Friday, December 6, at 327 Yost
Refreshments: 3:30 - 4:00 p.m, Talk: 4:00
- 5:00 p.m.
Mixed effects models are often used to evaluate changes in repeated
measurements of longitudinal outcomes obtained during the follow-up
period of randomized clinical trials. Often, a high proportion of the
planned measurements are missing due to factors such as intermittent
missed visits, dropout, or death. If the probability of missingness does
not depend on the unobserved measurements, the data are said to be
missing at random (MAR), and standard likelihood-based inference can be
conducted without explicitly modeling the probability of missing data. If
the MAR assumption is not satisfied,“ informative censoring”
models may be used which jointly model both the longitudinal outcome and
the process leading to missing data. However, when attrition due to death
is high, these approaches have been criticized because the analyses
estimate hypothetical complete-data marginal means. For example, an
estimate of the treatment effect at 3 years follow-up refers to the
difference in the mean of the outcome variable at 3 years between the
treatment and control groups in all patients, including those who died
prior to 3 years. For those patients who did in fact die shortly after
randomization, one has to consider obscure hypothetical quantities that
would have been observed had the patients not died.
In this talk I will apply the framework of the Rubin Causal Model to
suggest a modification of pattern-mixture informative censoring models in
which the estimated parameters refer to subsets of patients who would
have survived sufficiently long for the parameters to be meaningful if
the patients had been randomized to the control group. For patients
randomized to the treatment group, this approach requires the
interpretation of counterfactual variables. While the dependence of these
models on counterfactual quantities leads to certain difficulties, the
parameters estimated under this approach nonetheless appear to have a
more clinically meaningful interpretation than the hypothetical
complete-data marginal means.
Concepts from the talk will be illustrated using data from a recently
completed randomized trial conducted in patients undergoing hemodialysis.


#### What this task involves
A single figure is required: the number of lines below that contain "carbon".

#### Data for this exercise
--------------------------------

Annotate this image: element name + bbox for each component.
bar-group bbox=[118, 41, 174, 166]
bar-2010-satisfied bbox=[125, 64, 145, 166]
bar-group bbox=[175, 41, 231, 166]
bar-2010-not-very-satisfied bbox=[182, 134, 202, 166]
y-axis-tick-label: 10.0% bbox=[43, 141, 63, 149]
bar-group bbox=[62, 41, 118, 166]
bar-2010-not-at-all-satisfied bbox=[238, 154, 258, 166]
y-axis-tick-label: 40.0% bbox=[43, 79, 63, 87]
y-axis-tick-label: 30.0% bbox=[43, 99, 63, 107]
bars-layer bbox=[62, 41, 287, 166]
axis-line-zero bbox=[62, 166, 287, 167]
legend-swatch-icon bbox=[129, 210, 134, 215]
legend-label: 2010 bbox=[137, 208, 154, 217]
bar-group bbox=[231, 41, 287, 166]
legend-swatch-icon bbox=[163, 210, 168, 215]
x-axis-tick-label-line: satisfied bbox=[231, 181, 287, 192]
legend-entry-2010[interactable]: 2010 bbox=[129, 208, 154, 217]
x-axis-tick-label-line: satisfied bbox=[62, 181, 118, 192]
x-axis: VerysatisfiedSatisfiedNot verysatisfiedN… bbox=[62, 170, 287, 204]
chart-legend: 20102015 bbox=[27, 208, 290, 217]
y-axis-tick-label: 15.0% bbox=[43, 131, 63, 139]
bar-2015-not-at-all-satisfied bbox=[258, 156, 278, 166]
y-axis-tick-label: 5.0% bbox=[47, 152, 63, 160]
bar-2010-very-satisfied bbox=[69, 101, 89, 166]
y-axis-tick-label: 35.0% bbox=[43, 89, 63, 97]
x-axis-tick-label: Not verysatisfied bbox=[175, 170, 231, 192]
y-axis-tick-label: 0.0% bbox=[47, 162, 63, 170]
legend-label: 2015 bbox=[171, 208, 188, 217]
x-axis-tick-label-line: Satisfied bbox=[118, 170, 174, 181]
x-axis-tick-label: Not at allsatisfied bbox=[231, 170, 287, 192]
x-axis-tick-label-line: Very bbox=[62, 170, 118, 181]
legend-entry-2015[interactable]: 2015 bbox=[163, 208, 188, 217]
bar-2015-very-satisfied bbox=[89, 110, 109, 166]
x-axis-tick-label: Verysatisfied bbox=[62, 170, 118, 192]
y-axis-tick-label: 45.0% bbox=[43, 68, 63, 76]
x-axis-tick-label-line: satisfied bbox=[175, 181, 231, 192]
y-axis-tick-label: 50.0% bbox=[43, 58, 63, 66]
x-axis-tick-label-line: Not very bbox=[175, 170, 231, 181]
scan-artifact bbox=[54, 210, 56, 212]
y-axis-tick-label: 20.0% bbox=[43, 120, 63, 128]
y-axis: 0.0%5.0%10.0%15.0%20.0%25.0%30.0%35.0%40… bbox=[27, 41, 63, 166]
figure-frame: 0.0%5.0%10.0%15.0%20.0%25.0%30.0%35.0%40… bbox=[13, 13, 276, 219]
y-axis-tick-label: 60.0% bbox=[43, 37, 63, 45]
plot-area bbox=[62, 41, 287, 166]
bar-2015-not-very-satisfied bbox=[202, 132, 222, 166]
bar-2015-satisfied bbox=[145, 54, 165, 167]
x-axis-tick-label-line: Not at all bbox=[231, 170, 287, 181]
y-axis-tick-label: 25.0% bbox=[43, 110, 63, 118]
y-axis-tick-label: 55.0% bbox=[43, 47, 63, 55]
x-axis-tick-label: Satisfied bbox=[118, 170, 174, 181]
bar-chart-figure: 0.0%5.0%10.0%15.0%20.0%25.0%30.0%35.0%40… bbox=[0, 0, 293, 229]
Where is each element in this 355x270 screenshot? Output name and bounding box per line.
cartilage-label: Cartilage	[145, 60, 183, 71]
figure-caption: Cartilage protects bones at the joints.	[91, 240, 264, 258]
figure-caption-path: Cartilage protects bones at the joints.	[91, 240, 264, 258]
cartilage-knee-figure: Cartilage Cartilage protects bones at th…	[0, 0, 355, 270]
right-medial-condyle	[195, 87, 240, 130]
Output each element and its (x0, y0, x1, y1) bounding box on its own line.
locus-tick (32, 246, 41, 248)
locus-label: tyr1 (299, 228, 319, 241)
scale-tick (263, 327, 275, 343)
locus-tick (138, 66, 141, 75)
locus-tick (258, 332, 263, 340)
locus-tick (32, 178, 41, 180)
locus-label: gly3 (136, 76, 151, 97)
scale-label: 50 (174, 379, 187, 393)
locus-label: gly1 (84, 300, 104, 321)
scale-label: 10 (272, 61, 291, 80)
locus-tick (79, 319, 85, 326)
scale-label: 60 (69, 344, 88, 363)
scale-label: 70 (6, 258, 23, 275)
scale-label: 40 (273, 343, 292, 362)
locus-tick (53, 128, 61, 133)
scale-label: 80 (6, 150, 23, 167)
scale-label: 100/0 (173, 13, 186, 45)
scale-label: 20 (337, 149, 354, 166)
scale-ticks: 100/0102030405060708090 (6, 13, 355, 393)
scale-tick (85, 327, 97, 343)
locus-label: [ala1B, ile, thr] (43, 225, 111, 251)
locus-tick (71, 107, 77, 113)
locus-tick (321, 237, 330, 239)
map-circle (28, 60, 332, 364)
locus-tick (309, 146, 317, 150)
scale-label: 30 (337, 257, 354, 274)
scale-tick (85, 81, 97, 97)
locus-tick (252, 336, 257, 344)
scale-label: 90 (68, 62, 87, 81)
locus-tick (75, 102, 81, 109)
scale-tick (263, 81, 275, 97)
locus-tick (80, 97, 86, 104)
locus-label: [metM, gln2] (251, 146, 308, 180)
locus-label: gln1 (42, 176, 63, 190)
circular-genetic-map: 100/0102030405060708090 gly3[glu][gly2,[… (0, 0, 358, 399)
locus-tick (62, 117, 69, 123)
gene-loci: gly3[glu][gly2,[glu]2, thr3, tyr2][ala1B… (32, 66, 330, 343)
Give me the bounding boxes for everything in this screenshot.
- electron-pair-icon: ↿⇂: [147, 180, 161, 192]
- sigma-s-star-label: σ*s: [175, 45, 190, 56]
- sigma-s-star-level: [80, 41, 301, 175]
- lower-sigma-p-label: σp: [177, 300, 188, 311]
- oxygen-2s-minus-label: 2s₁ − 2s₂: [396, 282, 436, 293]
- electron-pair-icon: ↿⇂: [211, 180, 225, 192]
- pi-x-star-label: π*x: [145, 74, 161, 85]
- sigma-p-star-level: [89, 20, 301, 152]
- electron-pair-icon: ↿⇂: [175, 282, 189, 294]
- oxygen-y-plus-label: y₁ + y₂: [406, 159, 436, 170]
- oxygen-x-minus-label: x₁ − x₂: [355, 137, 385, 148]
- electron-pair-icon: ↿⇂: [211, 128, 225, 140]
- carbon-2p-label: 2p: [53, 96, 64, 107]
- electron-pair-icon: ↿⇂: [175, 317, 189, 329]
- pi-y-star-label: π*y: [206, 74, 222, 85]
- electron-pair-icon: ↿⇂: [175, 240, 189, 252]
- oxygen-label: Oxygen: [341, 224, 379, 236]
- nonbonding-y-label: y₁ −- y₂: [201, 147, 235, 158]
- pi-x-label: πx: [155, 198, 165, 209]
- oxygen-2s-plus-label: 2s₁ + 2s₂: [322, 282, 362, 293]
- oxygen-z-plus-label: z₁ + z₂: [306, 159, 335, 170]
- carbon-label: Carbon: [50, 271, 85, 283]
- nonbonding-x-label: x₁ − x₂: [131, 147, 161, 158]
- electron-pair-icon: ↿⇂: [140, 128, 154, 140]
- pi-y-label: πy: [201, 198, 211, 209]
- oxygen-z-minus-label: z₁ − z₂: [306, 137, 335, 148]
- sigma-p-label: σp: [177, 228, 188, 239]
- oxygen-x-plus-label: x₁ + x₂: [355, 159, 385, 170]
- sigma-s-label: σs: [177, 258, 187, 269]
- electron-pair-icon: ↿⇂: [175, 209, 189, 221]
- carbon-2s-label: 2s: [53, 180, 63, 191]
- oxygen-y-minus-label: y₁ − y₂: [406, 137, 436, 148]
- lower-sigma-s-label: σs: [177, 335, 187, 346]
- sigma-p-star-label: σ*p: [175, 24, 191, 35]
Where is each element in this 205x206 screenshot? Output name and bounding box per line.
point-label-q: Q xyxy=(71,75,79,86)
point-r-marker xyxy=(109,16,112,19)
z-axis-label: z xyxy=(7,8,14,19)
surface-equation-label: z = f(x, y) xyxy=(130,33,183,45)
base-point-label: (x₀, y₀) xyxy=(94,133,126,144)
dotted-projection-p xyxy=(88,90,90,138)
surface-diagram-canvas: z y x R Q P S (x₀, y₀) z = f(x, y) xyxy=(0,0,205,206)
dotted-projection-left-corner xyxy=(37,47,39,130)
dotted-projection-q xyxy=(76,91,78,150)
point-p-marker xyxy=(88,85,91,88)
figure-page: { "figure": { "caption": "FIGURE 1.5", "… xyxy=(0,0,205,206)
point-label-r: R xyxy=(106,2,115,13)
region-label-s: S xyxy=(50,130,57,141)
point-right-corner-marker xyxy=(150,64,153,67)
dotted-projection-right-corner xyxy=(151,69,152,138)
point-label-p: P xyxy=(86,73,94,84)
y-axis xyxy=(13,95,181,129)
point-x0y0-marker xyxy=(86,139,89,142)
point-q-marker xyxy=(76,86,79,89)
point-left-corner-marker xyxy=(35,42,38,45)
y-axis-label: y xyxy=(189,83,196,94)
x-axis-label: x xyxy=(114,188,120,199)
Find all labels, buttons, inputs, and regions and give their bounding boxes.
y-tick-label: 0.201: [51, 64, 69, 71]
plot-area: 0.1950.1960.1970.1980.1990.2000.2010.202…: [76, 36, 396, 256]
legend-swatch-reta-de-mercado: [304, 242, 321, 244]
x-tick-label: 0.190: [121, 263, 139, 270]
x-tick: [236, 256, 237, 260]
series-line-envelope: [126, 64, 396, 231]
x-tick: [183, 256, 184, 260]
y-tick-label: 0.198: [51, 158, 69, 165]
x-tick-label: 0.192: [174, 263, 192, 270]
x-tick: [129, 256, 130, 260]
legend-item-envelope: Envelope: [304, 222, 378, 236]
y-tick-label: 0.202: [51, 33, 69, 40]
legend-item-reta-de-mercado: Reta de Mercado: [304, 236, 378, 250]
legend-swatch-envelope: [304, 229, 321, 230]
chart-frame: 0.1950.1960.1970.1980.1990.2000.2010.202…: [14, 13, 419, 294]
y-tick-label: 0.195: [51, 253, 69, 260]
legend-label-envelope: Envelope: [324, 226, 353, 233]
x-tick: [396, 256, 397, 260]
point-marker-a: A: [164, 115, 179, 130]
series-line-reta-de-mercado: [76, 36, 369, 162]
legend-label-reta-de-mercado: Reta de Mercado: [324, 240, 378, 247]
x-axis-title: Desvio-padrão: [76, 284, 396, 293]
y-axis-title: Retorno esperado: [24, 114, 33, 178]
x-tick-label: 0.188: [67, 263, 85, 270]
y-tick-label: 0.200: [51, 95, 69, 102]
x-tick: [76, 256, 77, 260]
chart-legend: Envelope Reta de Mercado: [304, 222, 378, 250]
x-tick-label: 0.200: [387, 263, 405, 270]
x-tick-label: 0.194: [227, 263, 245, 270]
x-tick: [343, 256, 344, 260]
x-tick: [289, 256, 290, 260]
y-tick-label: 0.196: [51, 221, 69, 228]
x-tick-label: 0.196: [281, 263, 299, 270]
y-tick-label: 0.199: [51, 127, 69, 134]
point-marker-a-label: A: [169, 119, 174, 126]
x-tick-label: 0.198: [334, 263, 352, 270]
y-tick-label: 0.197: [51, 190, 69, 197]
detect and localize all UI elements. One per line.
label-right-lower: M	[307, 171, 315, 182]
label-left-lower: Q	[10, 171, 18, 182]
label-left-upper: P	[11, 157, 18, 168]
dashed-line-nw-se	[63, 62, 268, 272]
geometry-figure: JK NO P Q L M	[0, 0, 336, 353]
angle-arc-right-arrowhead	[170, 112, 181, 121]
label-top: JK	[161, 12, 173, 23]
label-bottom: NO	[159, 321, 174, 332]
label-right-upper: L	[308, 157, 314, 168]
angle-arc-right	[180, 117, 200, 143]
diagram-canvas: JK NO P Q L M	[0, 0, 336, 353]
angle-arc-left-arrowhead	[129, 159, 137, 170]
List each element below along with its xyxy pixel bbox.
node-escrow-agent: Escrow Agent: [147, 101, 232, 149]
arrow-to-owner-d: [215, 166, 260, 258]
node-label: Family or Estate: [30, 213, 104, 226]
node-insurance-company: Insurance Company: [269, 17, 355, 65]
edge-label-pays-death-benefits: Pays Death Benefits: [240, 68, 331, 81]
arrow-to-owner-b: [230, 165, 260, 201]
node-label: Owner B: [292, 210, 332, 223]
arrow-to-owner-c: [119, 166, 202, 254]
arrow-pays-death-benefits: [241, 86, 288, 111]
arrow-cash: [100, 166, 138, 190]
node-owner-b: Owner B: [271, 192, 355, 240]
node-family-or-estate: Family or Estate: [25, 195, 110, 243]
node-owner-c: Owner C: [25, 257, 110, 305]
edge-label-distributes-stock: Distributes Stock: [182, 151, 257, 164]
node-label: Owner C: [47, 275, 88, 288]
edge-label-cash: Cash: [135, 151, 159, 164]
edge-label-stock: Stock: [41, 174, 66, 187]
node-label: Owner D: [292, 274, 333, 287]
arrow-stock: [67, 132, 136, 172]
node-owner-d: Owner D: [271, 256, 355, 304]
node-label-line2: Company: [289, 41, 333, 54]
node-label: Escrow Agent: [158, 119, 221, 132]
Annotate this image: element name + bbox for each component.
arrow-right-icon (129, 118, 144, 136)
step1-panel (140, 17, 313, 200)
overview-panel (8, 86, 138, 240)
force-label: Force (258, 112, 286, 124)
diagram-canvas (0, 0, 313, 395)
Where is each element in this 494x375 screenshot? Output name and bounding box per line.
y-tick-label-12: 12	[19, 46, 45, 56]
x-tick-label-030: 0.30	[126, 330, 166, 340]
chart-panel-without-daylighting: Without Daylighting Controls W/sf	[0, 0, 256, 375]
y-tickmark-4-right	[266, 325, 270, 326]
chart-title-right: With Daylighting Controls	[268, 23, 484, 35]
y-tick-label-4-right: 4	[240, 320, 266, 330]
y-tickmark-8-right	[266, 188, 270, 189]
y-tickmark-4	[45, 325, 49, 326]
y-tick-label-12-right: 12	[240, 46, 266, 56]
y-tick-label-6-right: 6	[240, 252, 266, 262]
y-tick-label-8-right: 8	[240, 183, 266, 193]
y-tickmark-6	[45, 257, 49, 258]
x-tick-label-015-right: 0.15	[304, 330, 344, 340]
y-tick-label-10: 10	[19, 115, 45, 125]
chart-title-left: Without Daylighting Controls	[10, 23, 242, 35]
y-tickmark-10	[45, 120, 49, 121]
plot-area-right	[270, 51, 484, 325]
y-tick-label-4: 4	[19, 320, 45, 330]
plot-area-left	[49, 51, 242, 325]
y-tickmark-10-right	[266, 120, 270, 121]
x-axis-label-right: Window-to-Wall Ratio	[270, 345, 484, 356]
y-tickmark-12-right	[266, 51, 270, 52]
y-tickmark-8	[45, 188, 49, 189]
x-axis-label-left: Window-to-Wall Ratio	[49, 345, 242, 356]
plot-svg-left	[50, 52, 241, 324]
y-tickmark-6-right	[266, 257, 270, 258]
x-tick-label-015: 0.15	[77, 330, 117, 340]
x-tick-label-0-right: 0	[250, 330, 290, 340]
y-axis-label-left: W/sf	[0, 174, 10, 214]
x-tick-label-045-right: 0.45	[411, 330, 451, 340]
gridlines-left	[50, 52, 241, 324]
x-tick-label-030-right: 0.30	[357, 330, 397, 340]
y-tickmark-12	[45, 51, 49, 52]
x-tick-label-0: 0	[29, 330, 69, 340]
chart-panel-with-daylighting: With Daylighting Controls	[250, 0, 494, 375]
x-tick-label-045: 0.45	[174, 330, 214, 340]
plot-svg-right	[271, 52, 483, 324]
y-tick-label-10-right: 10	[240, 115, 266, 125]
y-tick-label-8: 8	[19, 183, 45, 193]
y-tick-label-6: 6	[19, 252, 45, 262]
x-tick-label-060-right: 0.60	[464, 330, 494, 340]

--------------------------------

#### Result below
3